Memory leaks in Alsa backend
I am finding quite a lot of memory leaks when using Alsa, both on master and 0.15.3.
==1297036== 1,512 bytes in 21 blocks are possibly lost in loss record 142 of 164
==1297036== at 0x484D953: calloc (in /usr/libexec/valgrind/vgpreload_memcheck-amd64-linux.so)
==1297036== by 0x48B3D92: ??? (in /usr/lib/x86_64-linux-gnu/libasound.so.2.0.0)
==1297036== by 0x48C4C44: ??? (in /usr/lib/x86_64-linux-gnu/libasound.so.2.0.0)
==1297036== by 0x48C5289: ??? (in /usr/lib/x86_64-linux-gnu/libasound.so.2.0.0)
==1297036== by 0x48CFD84: snd_config_update_r (in /usr/lib/x86_64-linux-gnu/libasound.so.2.0.0)
==1297036== by 0x48D0447: snd_config_update_ref (in /usr/lib/x86_64-linux-gnu/libasound.so.2.0.0)
==1297036== by 0x48FB35F: snd_pcm_open (in /usr/lib/x86_64-linux-gnu/libasound.so.2.0.0)
==1297036== by 0x4E95A4: alsa::pcm::PCM::open (error.rs:21)
==1297036== by 0x4E94A0: alsa::pcm::PCM::new (pcm.rs:147)
==1297036== by 0x4D9F04: cpal::host::alsa::DeviceHandles::try_open (mod.rs:214)
==1297036== by 0x4DA099: cpal::host::alsa::DeviceHandles::take (mod.rs:233)
==1297036== by 0x4DA372: cpal::host::alsa::Device::build_stream_inner (mod.rs:251)
==1297036==
This can be seen in some of the examples, for example feedback.
valgrind -s --leak-check=full --show-leak-kinds=all ./target/debug/examples/feedback
Seems to be the same as this:
https://github.com/jarikomppa/soloud/issues/278
Looking a bit further into this I realized it is an issue with alsa-rs itself. I opened an issue there.
Issue is fixed in alsa-rs - ~~a simple upgrade whenever a new alsa_rs version is released will fix this issue~~
Thanks for looking into this, and the update on it!
Doesn't the fix in https://github.com/diwic/alsa-rs/commit/e560e9d84156c8f12ac0c55fbbfe69925216de47 suggest that update_free_global now needs to be called pro-actively by cpal?
Oh yeah, fair - sorry completely my bad (my PR is the one that fixed it automatically 😅)
We should either assume a reasonable default or allow the user to free the global config on demand
Has the patch upstream ever been integrated back here or does cpal<=0.16.0 still leak memory? If so, how could users avoid it?
I am not tracking this anymore - I since moved to pipewire. Iirc the memory leak is not critical, and shouldn't grow over time
It seems that your PR fixed all leaks in alsa-rs and was then sort of merged by the maintainer (?). The fix has not made it into an alsa-rs release yet but should be available in alsa > "0.9.1". cpal currently uses alsa = "0.9", so I guess this should be resolved as soon as upstream releases a new version.
I also inferred from the comments that the "leak" increases performance by not re-allocating something, so indeed not really a problem, like you said!
However, due to my limited understanding of the code I cannot make sense of @bluenote10's comment which seems to indicate that the fix by the maintainer did not include all commits from the PR (?) and therefore still requires a change in the cpal code?
My understanding is that this is not actually a leak, but alsa-rs caching the ALSA configuration until the process ends. We could flush the cache earlier by calling alsa::config::update_free_global.
First question is if that's a problem worth fixing.
If yes, then the second question is: "when?"
We probably want to keep the cache as long as we may be opening devices. We don't really know what cpal users are doing. Typical usage may be to open a device, play/record stuff and be done with it. But an equal valid and present use case is to close & reopen devices - which should remain fast especially if we're doing that to e.g. change sample rates during playback.
Exposing a public API for it, for when the user wants to flush the cache, seems undesirable and very specific to ALSA.
Conclusion could be that we should do it when Host is dropped. Now, Host is a type that can be constructed many times: it's not global and there can be many by simply calling cpal::default_host() multiple times. So this would require a static and atomic reference counter, to trigger update_free_global when we're dropping the last Host instance.
Again, is that worth it?
Finally, we should recognize that calling update_free_global may interfere when a user uses cpal and alsa-rs directly. Although probably that's a use case we can ignore.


● WHAT YOU WILL DO
Your reply should contain the whole listing below, repeated exactly, and no images.

● THE INPUT
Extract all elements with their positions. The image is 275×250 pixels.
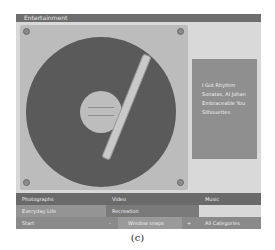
playlist-panel: I Got Rhythm Sonatas, Al Johan Embraceab…	[192, 59, 257, 159]
playlist-item[interactable]: I Got Rhythm	[202, 82, 235, 88]
vinyl-record[interactable]	[26, 37, 176, 187]
everyday-life-item[interactable]: Everyday Life	[16, 205, 106, 217]
header-photographs[interactable]: Photographs	[16, 193, 106, 205]
playlist-item[interactable]: Embraceable You	[202, 100, 245, 106]
main-area: I Got Rhythm Sonatas, Al Johan Embraceab…	[16, 22, 261, 193]
bottom-panel: Photographs Video Music Everyday Life Re…	[16, 193, 261, 229]
music-selected-field[interactable]	[199, 205, 261, 217]
all-categories-dropdown[interactable]: All Categories	[199, 217, 261, 229]
screw-icon	[23, 179, 30, 186]
turntable	[20, 25, 188, 190]
header-music[interactable]: Music	[199, 193, 261, 205]
minus-button[interactable]: -	[106, 217, 118, 229]
playlist-item[interactable]: Sonatas, Al Johan	[202, 91, 246, 97]
entertainment-window: Entertainment I Got Rhythm Sonatas, Al J…	[16, 14, 261, 229]
screw-icon	[23, 28, 30, 35]
playlist-item[interactable]: Silhouettes	[202, 109, 230, 115]
screw-icon	[177, 179, 184, 186]
window-snaps-field[interactable]: Window snaps	[118, 217, 182, 229]
screw-icon	[177, 28, 184, 35]
header-video[interactable]: Video	[106, 193, 199, 205]
start-button[interactable]: Start	[16, 217, 106, 229]
figure-caption: (c)	[0, 232, 275, 243]
plus-button[interactable]: +	[182, 217, 199, 229]
recreation-item[interactable]: Recreation	[106, 205, 199, 217]
window-title: Entertainment	[16, 14, 261, 22]
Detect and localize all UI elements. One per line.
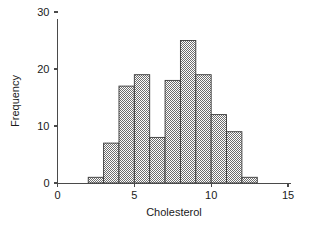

● OUTPUT OF THE EXERCISE
Extract all elements with their positions. The image is 275×250 pixels.
playlist-panel: I Got Rhythm Sonatas, Al Johan Embraceab…	[192, 59, 257, 159]
playlist-item[interactable]: I Got Rhythm	[202, 82, 235, 88]
vinyl-record[interactable]	[26, 37, 176, 187]
everyday-life-item[interactable]: Everyday Life	[16, 205, 106, 217]
header-photographs[interactable]: Photographs	[16, 193, 106, 205]
playlist-item[interactable]: Embraceable You	[202, 100, 245, 106]
main-area: I Got Rhythm Sonatas, Al Johan Embraceab…	[16, 22, 261, 193]
bottom-panel: Photographs Video Music Everyday Life Re…	[16, 193, 261, 229]
music-selected-field[interactable]	[199, 205, 261, 217]
all-categories-dropdown[interactable]: All Categories	[199, 217, 261, 229]
screw-icon	[23, 179, 30, 186]
turntable	[20, 25, 188, 190]
header-music[interactable]: Music	[199, 193, 261, 205]
minus-button[interactable]: -	[106, 217, 118, 229]
playlist-item[interactable]: Sonatas, Al Johan	[202, 91, 246, 97]
entertainment-window: Entertainment I Got Rhythm Sonatas, Al J…	[16, 14, 261, 229]
screw-icon	[23, 28, 30, 35]
playlist-item[interactable]: Silhouettes	[202, 109, 230, 115]
screw-icon	[177, 179, 184, 186]
window-snaps-field[interactable]: Window snaps	[118, 217, 182, 229]
screw-icon	[177, 28, 184, 35]
header-video[interactable]: Video	[106, 193, 199, 205]
start-button[interactable]: Start	[16, 217, 106, 229]
figure-caption: (c)	[0, 232, 275, 243]
plus-button[interactable]: +	[182, 217, 199, 229]
recreation-item[interactable]: Recreation	[106, 205, 199, 217]
window-title: Entertainment	[16, 14, 261, 22]
Detect and localize all UI elements. One per line.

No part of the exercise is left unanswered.